Letter from the Editors

Letter from the Editors

Volume 25, no. 1, The Soil and the Worker

Artwork by Connie Resch

Amongst the highly placed
It is considered low to talk about food.
The fact is: they have
Already eaten.

—Bertold Brecht (1944)

To talk about food is to face with sober senses our real conditions of life. Everyone needs to eat; yet, some savor the extravagant, some struggle to put food on the table, while others starve. Consider the fact that 10 percent of the world’s population is undernourished in a time when 14 percent of food produced worldwide are burnt or buried in landfills.1

To talk about food is to face with sober senses our relations with our fellow humans. No, we are not asking everyone to “thank a farmer” for a meal. Instead, think deeper: consider the fact that half of the world’s population are small farmers and landless peasants earning at or below subsistence income, and these same people produce 70 percent of the world’s food.2

To talk about food is to compel ourselves to think about material wealth and its creation. A bountiful harvest, the cornucopia, symbolizes prosperity, not in monetary terms, but in feeding the people. Food is grown from the earth, tended by the planter’s hand. In this way, Marx named the original sources of all wealth: the soil and the worker.

To talk about wealth is to lay in contrast the reality of our current conjuncture. Capitalism has remade farming into agriculture, transforming a fundamentally productive process, in which farmers work with autochthonous biological inputs, into a commodified system dependent on external suppliers of fertilizers, pesticides, herbicides, seeds, machinery, fossil fuels, and hired labor.3 A crude reductionist mindset replaces mosaic land patterns characterized by crop rotation, crop diversity, the recycling of nutrients, and the nurturing of soil microflora, invertebrates, and pollinators, with monoculture cash crops malnourished by commercial nutrient inputs.4 This insight is central to Marx’s concept of the metabolic rift: just as the factory system under capitalism robs the worker of their energy, so the agricultural system under capitalism robs the soil of its vitality, without possibilities of replenishing and regenerating future prosperity.5

As for the fates of the people, the capitalist transformation makes necessary the enclosure of ever larger areas of land, dispossessing people all over the world of their livelihood. Where profitable crops are produced, they become industrialized workers subjected to the alien force of capital, and wherever unworthy of market speculation, they are left to their own devices to struggle to grow food for their communities in a rapidly worsening climate. Profit accumulation on the one pole, thus, requires exacerbation of hunger, war, and deprivation on the other.

Not for the first time we invite readers to talk about food. We published a special issue in 1979 that ruminated on some of the same issues raised here.6 Some discussions are a continuation—pesticides, agribusiness, and corporate monopolies; others a transposition—plight of American dairy farmers, lessons from revolutionary China. Saliently, the accelerating globalization since the late 1970s obliges us today to put a stronger focus on the global South—where most agricultural workers of the world live and toil.

And we must not only talk. Within these pages, we witness concrete actions people are taking against the capitalist food and agricultural system: defiance against settler-colonization, sovereignty in the face of imperialist aggression, the search for freedom from racism and patriarchy, and application of agroecology for ecological restoration and resilience to climate change. No more do we seek to uplift these revolutionary voices than to actively expand the people-power needed in these struggles. So, please connect with us and join in the (food) fights!

In struggle,

The Volume 25, no. 1 Editorial Collective


We are especially grateful for all those who volunteer their time, labor, and knowledge, to make this magazine happen, and for those SftP members—of this generation and the original organization—who donated to us and ensure that we can pay our contributors. Join us by subscribing or becoming a Patreon donor. We will be posting the full contents of this issue, plus online exclusives, in the coming weeks.


Notes

  1. “Stop Food Loss and Waste, for the People, for the Panet,” The United Nations, accessed March 13, 2022, https://www.un.org/en/observances/end-food-waste-day.
  2. Henry Saragih, “Why the International Day of Peasants’ Struggles is Important,” The Guardian, April 18, 2011, https://www.theguardian.com/global-development/poverty-matters/2011/apr/18/international-day-peasants-rights-grow-food.
  3. Richard Levins and Richard Lewontin, “The Political Economy of Agricultural Research,” The Dialectical Biologist (Cambridge: Harvard University Press: 1985), 211.
  4. The Dialectical Biologist, 220–221.
  5. As John Bellamy Foster writes, “the inherent character of large-scale agriculture under capitalism prevents any truly rational application of the new science of soil management,” and that in spite of the advancements made in agricultural science and ecology during the nineteenth century, capitalism was “unable to maintain those conditions necessary for the recycling of the constituent elements of the soil.” See John Bellamy Foster, Marx’s Ecology (New York: Monthly Review Press, 2000), 157.
  6. The Editorial Collective, “About This Issue,” Science for the People 11, no. 3 (May 1979): 4.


• [WHAT TO WORK ON]: Please print the entries exactly, omitting each image.

• [MATERIAL SUPPLIED]:
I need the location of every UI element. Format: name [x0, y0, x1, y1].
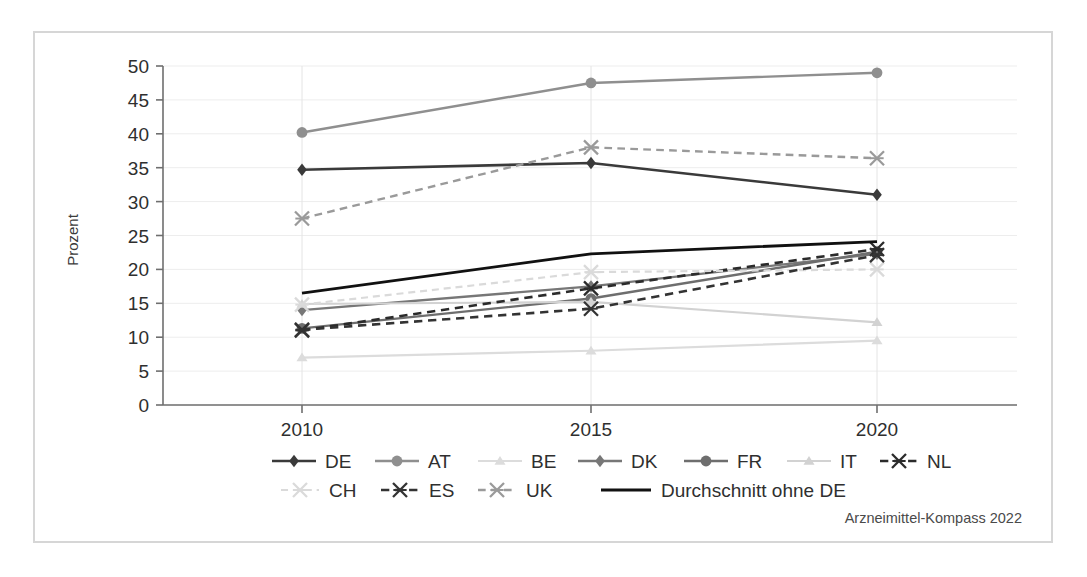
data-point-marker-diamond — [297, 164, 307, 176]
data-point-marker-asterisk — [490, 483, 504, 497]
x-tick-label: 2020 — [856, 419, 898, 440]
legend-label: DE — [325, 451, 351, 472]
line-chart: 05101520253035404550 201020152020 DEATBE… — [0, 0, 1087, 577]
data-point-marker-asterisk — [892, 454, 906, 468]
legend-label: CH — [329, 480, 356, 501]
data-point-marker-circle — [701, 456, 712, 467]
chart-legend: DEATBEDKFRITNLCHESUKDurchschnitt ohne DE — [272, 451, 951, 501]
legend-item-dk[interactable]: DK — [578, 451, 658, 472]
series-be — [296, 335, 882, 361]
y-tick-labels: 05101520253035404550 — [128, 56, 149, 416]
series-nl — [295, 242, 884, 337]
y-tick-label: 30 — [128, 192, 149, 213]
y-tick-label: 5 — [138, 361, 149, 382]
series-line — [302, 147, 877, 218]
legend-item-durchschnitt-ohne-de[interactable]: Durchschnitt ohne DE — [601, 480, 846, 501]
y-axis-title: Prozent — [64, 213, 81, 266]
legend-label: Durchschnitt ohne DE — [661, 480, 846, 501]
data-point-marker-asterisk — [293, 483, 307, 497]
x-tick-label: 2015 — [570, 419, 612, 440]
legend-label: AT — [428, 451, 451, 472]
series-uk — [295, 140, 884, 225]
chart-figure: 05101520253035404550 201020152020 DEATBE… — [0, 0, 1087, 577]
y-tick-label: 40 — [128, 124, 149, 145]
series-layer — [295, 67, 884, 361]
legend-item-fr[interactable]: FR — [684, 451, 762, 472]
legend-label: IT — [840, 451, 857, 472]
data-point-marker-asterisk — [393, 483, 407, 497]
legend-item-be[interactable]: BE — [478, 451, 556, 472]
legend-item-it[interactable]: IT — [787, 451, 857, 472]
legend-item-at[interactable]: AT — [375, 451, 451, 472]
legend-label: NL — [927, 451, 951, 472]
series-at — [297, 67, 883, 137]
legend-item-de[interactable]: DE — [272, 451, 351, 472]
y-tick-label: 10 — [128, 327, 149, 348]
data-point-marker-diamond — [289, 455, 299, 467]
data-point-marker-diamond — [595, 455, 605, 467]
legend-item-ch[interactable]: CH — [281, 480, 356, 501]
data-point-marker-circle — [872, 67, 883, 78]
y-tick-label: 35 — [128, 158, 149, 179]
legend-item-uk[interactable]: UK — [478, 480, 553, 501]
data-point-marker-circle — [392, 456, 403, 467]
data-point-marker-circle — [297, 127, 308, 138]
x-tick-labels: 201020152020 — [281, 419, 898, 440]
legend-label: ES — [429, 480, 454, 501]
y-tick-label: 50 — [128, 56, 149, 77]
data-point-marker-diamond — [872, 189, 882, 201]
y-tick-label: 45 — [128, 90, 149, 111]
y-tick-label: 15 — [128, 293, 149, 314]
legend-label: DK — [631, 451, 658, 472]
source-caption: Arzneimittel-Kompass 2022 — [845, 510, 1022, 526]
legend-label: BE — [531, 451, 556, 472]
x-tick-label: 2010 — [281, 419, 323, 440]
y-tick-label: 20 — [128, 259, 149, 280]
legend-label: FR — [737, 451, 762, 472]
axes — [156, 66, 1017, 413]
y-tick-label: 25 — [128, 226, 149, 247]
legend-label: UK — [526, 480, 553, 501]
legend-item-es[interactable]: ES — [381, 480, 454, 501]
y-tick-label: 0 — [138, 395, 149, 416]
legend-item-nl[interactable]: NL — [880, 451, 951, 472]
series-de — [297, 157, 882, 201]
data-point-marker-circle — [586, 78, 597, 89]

• [RESPONSE BOX]:
I need the location of every UI element. Format: name [x0, y0, x1, y1].
data-point-marker-diamond — [297, 164, 307, 176]
data-point-marker-asterisk — [490, 483, 504, 497]
x-tick-label: 2020 — [856, 419, 898, 440]
legend-label: DE — [325, 451, 351, 472]
line-chart: 05101520253035404550 201020152020 DEATBE… — [0, 0, 1087, 577]
data-point-marker-asterisk — [892, 454, 906, 468]
legend-label: CH — [329, 480, 356, 501]
data-point-marker-circle — [701, 456, 712, 467]
chart-legend: DEATBEDKFRITNLCHESUKDurchschnitt ohne DE — [272, 451, 951, 501]
legend-item-dk[interactable]: DK — [578, 451, 658, 472]
series-be — [296, 335, 882, 361]
y-tick-labels: 05101520253035404550 — [128, 56, 149, 416]
series-nl — [295, 242, 884, 337]
y-tick-label: 30 — [128, 192, 149, 213]
y-tick-label: 5 — [138, 361, 149, 382]
series-line — [302, 147, 877, 218]
legend-item-durchschnitt-ohne-de[interactable]: Durchschnitt ohne DE — [601, 480, 846, 501]
y-axis-title: Prozent — [64, 213, 81, 266]
legend-label: Durchschnitt ohne DE — [661, 480, 846, 501]
data-point-marker-asterisk — [293, 483, 307, 497]
x-tick-label: 2015 — [570, 419, 612, 440]
legend-label: AT — [428, 451, 451, 472]
series-uk — [295, 140, 884, 225]
chart-figure: 05101520253035404550 201020152020 DEATBE… — [0, 0, 1087, 577]
y-tick-label: 40 — [128, 124, 149, 145]
series-layer — [295, 67, 884, 361]
legend-item-fr[interactable]: FR — [684, 451, 762, 472]
legend-label: IT — [840, 451, 857, 472]
data-point-marker-asterisk — [393, 483, 407, 497]
legend-item-be[interactable]: BE — [478, 451, 556, 472]
legend-item-it[interactable]: IT — [787, 451, 857, 472]
legend-item-at[interactable]: AT — [375, 451, 451, 472]
legend-label: NL — [927, 451, 951, 472]
series-at — [297, 67, 883, 137]
legend-item-de[interactable]: DE — [272, 451, 351, 472]
y-tick-label: 10 — [128, 327, 149, 348]
data-point-marker-diamond — [289, 455, 299, 467]
data-point-marker-diamond — [595, 455, 605, 467]
legend-item-ch[interactable]: CH — [281, 480, 356, 501]
data-point-marker-circle — [872, 67, 883, 78]
y-tick-label: 35 — [128, 158, 149, 179]
legend-item-uk[interactable]: UK — [478, 480, 553, 501]
data-point-marker-circle — [392, 456, 403, 467]
data-point-marker-circle — [297, 127, 308, 138]
x-tick-labels: 201020152020 — [281, 419, 898, 440]
legend-label: ES — [429, 480, 454, 501]
y-tick-label: 50 — [128, 56, 149, 77]
data-point-marker-diamond — [872, 189, 882, 201]
y-tick-label: 45 — [128, 90, 149, 111]
y-tick-label: 15 — [128, 293, 149, 314]
legend-label: DK — [631, 451, 658, 472]
source-caption: Arzneimittel-Kompass 2022 — [845, 510, 1022, 526]
legend-label: BE — [531, 451, 556, 472]
x-tick-label: 2010 — [281, 419, 323, 440]
y-tick-label: 20 — [128, 259, 149, 280]
legend-label: FR — [737, 451, 762, 472]
axes — [156, 66, 1017, 413]
y-tick-label: 25 — [128, 226, 149, 247]
legend-label: UK — [526, 480, 553, 501]
legend-item-es[interactable]: ES — [381, 480, 454, 501]
y-tick-label: 0 — [138, 395, 149, 416]
legend-item-nl[interactable]: NL — [880, 451, 951, 472]
series-de — [297, 157, 882, 201]
data-point-marker-circle — [586, 78, 597, 89]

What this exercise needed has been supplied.